Since the early 1950s when Henrietta’s cells were harvested, much has changed in terms of how we navigate the ethical landscape of biomedical research and indeed any human model research. Much of biological research still hinges upon human tissue samples but scientists are now mandated to de-identify tissue samples. Although this decreases the risk of privacy violations such as the ones Henrietta and her family had to grapple with, it does increase the risk of cognitive dissonance in terms of viewing these cells as just another inanimate piece of lab equipment. Therefore, one of the take-home messages of this extraordinary story of perseverance and humanity is that there are human beings behind every biological sample used in the laboratory. The people behind those samples often have their own thoughts and feelings about what should happen to their tissues. The problem is that they are often left out of the conversation. Such violations also raise the question of informed consent and the extent to which a signature indeed signifies informed consent. I can only relate to this in terms of my own limited experiences with medical informed consent. The only times I had to sign an informed consent form with immediate consequences was during childbirth and in those situations, I honestly felt like there was a vast power differential between the medical staff and me. I cannot imagine what this must feel like if you have a third-grade education such as Henrietta’s husband had. Even if he had been presented with an informed consent to sign, which he was not, he surely would not have been in a position to truly understand the implications of what he was consenting to. As a society, we must do a better job at making sure that we advocate for those who lack information and power.

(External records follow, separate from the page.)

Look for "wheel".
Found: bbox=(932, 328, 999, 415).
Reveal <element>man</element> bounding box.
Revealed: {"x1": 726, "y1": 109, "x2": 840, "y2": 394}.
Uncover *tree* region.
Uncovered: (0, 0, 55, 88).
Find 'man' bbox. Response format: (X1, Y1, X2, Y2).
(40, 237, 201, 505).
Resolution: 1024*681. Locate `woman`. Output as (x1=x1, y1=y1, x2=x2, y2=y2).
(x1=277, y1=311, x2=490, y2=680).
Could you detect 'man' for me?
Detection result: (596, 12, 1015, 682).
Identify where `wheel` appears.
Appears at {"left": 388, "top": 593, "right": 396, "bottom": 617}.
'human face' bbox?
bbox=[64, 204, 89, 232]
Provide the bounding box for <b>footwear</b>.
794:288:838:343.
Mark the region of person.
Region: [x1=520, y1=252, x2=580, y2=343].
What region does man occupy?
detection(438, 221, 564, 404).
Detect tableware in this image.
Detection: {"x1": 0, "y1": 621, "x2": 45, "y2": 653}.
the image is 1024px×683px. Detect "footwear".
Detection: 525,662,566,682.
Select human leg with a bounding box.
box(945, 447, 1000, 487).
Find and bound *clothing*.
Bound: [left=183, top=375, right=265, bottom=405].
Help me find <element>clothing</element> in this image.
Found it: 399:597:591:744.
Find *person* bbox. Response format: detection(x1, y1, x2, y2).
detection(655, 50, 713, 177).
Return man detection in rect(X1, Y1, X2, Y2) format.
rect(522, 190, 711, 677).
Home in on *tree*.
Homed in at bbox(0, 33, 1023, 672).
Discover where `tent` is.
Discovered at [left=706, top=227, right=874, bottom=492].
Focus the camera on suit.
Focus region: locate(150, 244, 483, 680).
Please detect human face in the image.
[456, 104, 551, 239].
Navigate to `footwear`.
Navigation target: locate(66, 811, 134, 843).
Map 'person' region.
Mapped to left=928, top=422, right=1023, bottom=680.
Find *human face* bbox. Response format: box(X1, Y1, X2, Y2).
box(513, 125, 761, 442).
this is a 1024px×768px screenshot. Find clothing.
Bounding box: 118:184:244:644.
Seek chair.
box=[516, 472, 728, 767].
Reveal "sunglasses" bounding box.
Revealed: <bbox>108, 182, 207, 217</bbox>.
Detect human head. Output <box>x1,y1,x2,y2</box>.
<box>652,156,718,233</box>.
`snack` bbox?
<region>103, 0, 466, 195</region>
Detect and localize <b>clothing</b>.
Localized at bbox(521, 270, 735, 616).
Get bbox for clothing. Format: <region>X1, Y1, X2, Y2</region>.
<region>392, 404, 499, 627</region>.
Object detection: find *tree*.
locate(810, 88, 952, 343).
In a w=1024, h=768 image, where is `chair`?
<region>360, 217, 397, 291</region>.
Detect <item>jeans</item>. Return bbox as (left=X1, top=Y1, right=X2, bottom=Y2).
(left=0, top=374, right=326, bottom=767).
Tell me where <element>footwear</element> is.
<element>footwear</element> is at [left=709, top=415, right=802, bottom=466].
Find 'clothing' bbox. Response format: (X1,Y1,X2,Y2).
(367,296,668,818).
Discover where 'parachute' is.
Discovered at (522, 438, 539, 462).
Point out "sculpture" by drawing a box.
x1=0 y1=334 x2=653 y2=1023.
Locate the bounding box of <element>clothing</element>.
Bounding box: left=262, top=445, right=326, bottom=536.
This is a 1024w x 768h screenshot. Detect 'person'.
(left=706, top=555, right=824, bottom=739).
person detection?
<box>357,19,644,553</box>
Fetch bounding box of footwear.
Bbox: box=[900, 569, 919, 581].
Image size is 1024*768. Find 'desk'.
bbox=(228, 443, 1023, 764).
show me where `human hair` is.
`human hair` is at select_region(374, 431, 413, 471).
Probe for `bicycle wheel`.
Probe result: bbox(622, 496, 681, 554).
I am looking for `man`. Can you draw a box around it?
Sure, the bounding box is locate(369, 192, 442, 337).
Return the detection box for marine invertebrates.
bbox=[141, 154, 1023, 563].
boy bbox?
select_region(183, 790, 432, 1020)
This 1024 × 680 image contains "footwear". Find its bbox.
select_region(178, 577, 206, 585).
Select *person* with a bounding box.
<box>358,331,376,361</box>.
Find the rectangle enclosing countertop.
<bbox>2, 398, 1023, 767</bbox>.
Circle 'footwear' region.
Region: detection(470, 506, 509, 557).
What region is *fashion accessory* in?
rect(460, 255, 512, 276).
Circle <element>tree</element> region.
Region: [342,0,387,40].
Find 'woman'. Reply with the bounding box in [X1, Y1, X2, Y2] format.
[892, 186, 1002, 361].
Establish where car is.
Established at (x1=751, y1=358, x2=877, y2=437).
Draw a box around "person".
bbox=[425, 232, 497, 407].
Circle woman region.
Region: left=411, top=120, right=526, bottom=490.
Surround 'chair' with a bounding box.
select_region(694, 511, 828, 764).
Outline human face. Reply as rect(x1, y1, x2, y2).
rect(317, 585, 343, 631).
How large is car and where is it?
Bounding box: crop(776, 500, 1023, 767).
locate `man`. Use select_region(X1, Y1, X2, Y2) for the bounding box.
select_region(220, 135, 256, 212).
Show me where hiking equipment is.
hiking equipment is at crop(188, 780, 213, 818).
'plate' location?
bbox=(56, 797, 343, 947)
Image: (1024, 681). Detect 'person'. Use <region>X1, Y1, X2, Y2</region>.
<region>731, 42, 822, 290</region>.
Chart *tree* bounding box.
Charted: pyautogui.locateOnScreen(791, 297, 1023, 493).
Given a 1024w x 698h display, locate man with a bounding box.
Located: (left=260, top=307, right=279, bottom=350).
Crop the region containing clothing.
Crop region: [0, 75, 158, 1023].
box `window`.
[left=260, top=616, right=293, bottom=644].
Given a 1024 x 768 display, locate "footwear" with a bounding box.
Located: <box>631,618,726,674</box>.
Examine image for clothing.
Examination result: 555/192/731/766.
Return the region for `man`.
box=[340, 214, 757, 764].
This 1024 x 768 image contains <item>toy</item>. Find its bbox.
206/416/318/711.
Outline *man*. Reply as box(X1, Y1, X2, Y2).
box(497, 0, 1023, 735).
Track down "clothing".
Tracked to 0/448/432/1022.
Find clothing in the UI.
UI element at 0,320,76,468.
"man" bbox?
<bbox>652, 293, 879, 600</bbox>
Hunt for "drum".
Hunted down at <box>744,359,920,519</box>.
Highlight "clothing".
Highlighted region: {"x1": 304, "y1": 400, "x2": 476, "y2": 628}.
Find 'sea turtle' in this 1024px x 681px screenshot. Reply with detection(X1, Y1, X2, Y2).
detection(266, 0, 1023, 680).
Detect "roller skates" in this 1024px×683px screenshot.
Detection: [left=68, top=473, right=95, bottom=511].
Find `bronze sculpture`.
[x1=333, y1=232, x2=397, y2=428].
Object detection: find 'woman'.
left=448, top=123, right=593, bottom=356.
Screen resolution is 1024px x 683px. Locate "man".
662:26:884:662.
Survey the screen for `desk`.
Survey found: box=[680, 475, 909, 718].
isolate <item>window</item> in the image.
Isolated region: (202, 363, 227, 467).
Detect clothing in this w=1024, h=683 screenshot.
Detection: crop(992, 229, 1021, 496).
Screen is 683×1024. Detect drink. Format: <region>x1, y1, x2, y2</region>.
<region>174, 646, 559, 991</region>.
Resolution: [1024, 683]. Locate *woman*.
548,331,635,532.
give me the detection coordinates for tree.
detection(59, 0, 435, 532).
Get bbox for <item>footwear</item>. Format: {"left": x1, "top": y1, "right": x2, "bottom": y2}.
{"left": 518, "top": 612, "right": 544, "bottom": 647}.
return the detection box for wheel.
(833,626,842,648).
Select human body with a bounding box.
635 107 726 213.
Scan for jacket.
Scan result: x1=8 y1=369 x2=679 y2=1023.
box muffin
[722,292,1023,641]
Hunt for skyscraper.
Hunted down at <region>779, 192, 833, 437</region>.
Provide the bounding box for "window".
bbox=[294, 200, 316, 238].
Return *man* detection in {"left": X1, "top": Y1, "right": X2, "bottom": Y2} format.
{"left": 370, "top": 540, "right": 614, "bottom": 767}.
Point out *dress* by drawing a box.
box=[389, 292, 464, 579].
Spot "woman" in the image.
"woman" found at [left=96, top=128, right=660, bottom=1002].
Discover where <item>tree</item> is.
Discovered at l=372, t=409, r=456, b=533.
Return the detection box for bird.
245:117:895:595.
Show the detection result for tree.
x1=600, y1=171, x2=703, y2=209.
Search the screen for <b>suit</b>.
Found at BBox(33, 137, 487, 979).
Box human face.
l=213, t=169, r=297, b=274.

At the conclusion of the lecture, I did not leave with a sense of dread or a desire to rehash all the injustices of the past. I moved on that day with a sense of optimism. I view this story as a testament to our ability to recognize the flaws in our prior actions. The subsequent improvements in ethics support the extent to which we can improve and strive to act more morally. It inspires me that something as small as a cell taken from one person can have an impact on millions of people’s quality of life decades later. It is these ideas I hope will remain immortal alongside the HeLa cells.